Quote:
Originally Posted by Cathar
gf, I believe that they meant that the diodes are specifically calibrated for shutdown at 135C during the manufacturing stage. All diodes require calibration, and they just can't leave it to chance that some random diode on some CPU they make won't correctly shut the CPU down when it hits the critical 135C. I believe that this is what is meant by that statement. Otherwise the statement makes no sense. Why would anyone calibrate a diode to read differently to other CPU's? The act of calibration essentially means to bring the diode within acceptable error margins, which would make the ALU temp probe specifically ideal and consistent from CPU to CPU.
|
Each cpu has its own critical heat point. Some can function fine at higher heat while some have a lower threshold.
The ALU diode reading does not shut down the cpu (and readings are spaced in milliseconds). If you read the article you will see that it only triggers the send delay, to cool the alu (which are running at twice the cpu clock btw).
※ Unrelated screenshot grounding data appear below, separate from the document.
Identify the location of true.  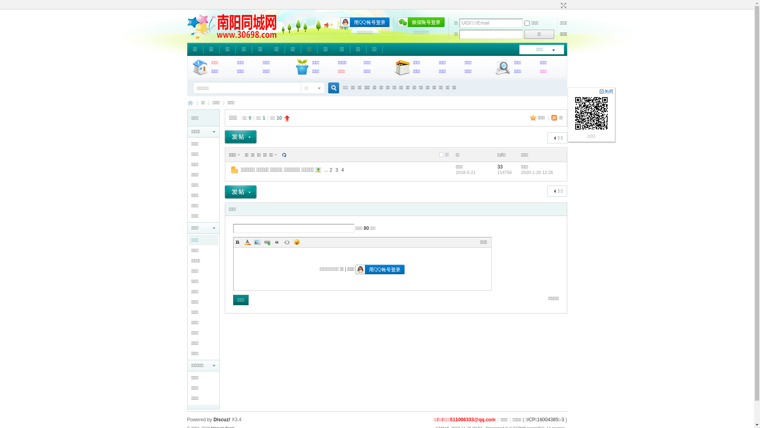
(330, 88).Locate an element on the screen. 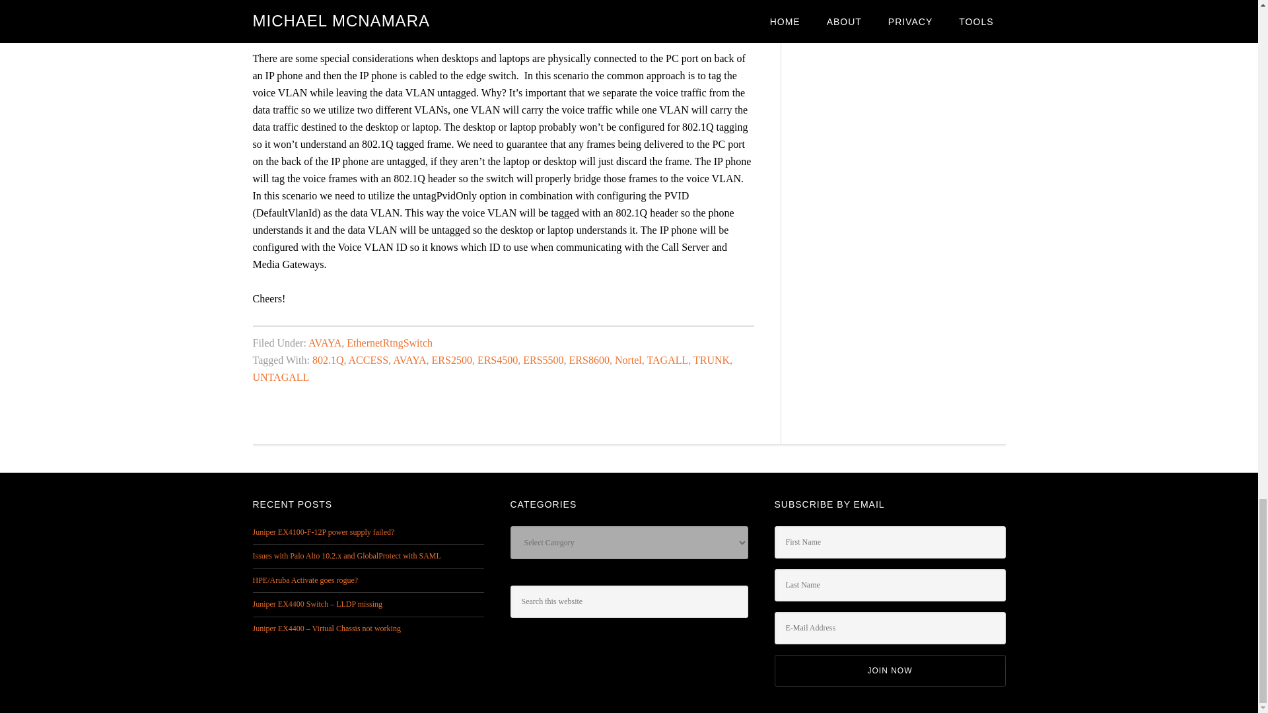 Image resolution: width=1268 pixels, height=713 pixels. UNTAGALL is located at coordinates (281, 376). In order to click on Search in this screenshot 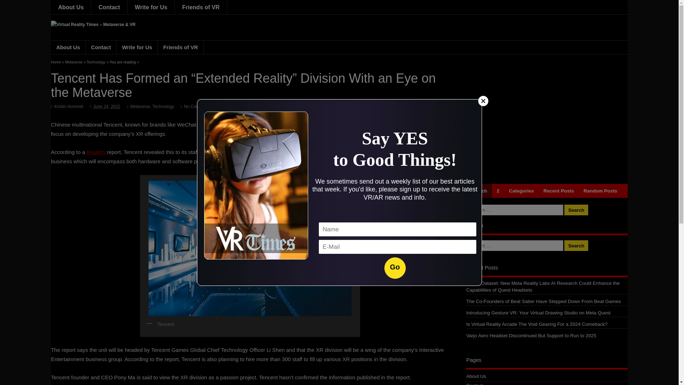, I will do `click(479, 191)`. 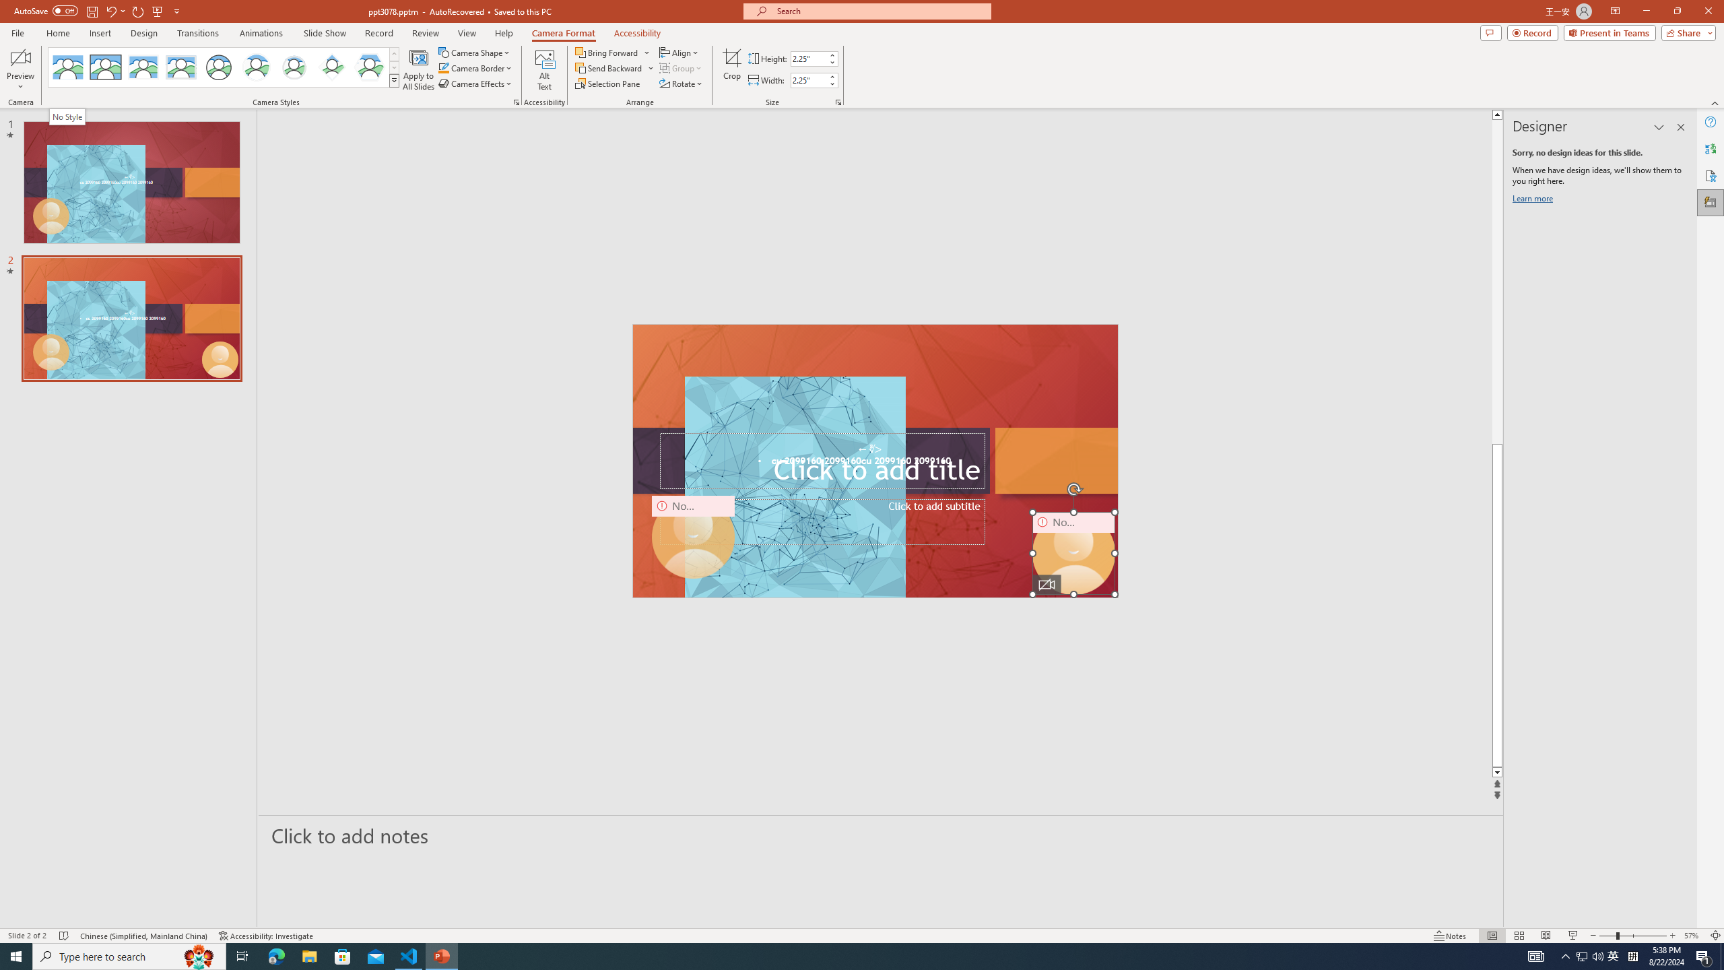 I want to click on Zoom 57%, so click(x=1693, y=936).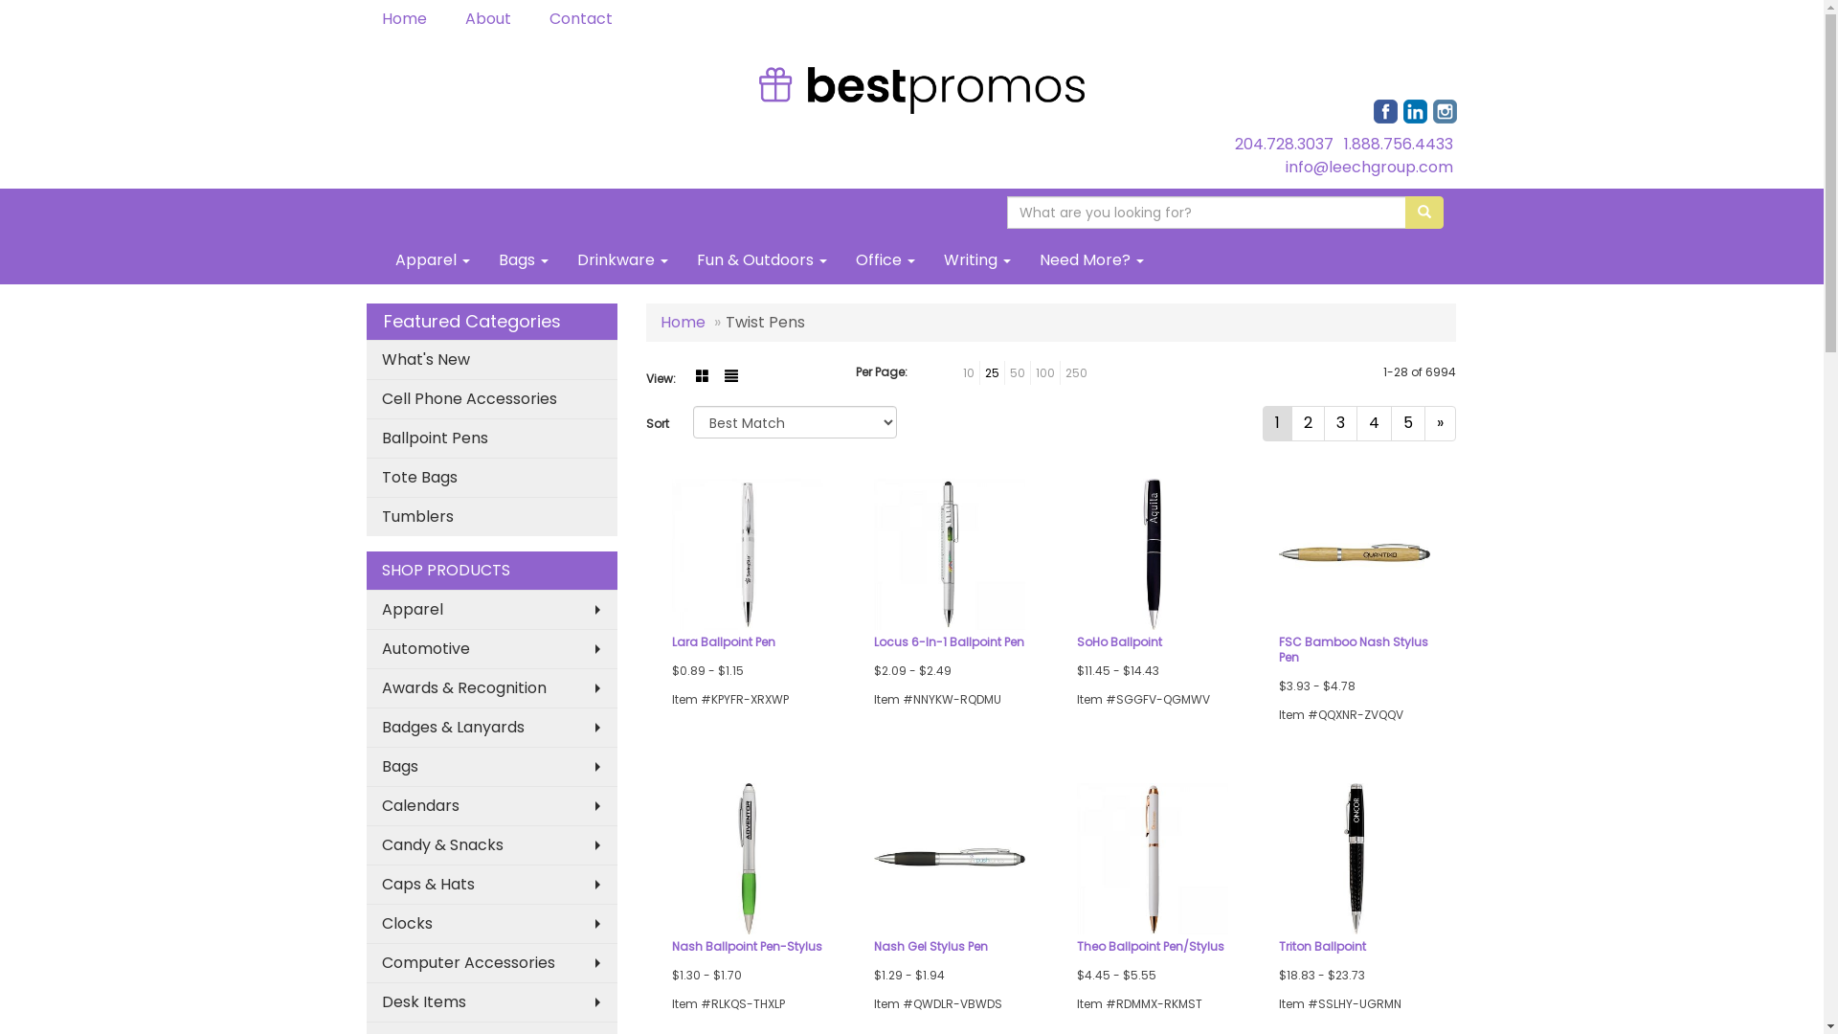  What do you see at coordinates (492, 477) in the screenshot?
I see `Tote Bags` at bounding box center [492, 477].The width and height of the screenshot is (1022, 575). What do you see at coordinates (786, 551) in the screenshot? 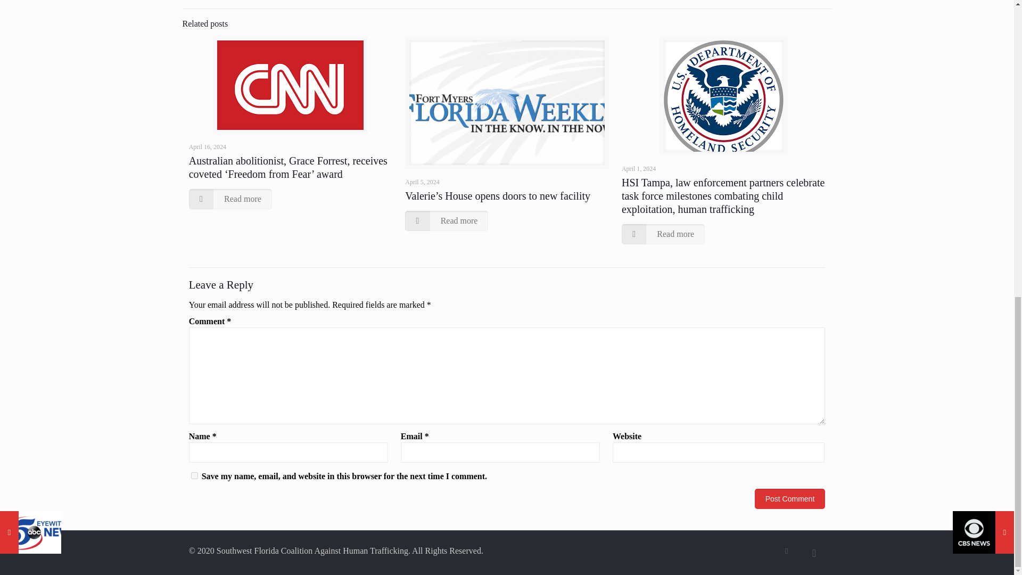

The other on die diode is the shut down one, the one that the motherboard can read.
Besides the ALU is rapid functioning and you would only be able to get an average reading because the measurements are taken in milliseconds. So when instructions are being done there will be high heat. If send delay is triggered you will get artificially low averages so theorietically a poor heatsink could give the same reading as a good one.
In conclusion it is a folly to think that if only Intel would let us read the alu diode all would be fine. It is there for a specific function and would not give an accurate die temp for determining heatsink performance.